Daphne Hamilton Memorial Scholarship

Award Amount
2000
Criteria

This endowment was established to encourage excellence in Biology and continuing studies in related specialties and will be awarded to a student proceeding directly to Selkirk College from any high school within the College region.  This student will have obtained the highest mark in Biology 12 and be enrolling into the Associate of Science program.  To be eligible for year 2 of this scholarship, students must continue their full-time, consecutive enrolment in the study of Natural Sciences at Selkirk College and have maintained a minimum GPA of 3.33.  Value of scholarship is  $2000 per year.

Selection Process
Application.

Story

April 23, 1910 - September 10, 1997

Born in Fort William, Ontario to a farming family, most of Daphne Hamilton’s adult life was spent in the West Kootenay. Daphne was a nurse who worked for many years at Rossland’s Mater Misericordiae Hospital before turning her professional talents toward a career as a teacher.
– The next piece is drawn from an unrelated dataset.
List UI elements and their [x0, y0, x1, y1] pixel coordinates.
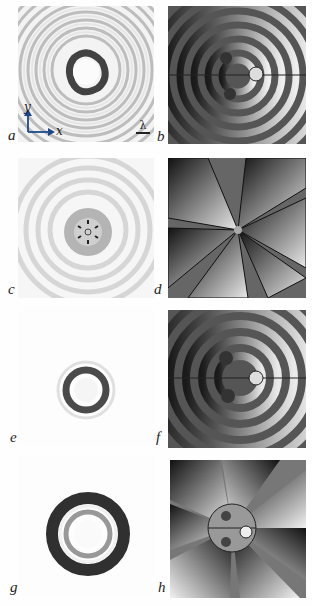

A founding member of the West Kootenay Naturalists Association, Daphne’s interest in nature was stimulated in the early 1970’s by an evening lecture series on natural science subjects presented by Selkirk College instructors Peter Wood, Peter Ommundsen, Lesley Anderton and Bill Merrilees, from which Daphne and her husband, Laurie derived much pleasure. It was members of the audience who attended these lectures that eventually established the West Kootenay Naturalists Association.

In 1974, Daphne and Laurie Hamilton retired and moved from their Rossland home to take up a more rural lifestyle around Grand Forks. Here too, Daphne was instrumental in establishing the Boundary Naturalists Society along with other like-minded individuals from within the Boundary. Retirement allowed the Hamiltons the time to devote to birdwatching, travel nature outings, and for Dahpne, painting. This was a talent that blossomed in Daphne and within a few years she was gaining recognition at local and regional art exhibits. He home was filled with her original works featuring still-lifes and landscapes.

Daphne made her mark as a philanthropist in 1990 by endowing a scholarship for the study of biology or natural science disciplines with Selkirk College. She was one of the first Foundation benefactors to adopt a planned giving strategy that would ultimately enable Selkirk College to receive her gift of $100,000. Her interim gifts of $30,000 enabled the College to award entrance scholarships to students attending Selkirk College from within the region and majoring in biology or another natural science with the goal of attaining a baccalaureate degree in science.

Upon her death in 1997, Laurie Hamilton donated ten of Daphne’s original works of art to the Foundation to be used for the purposes of promoting the Daphne Hamilton Entrance Scholarship.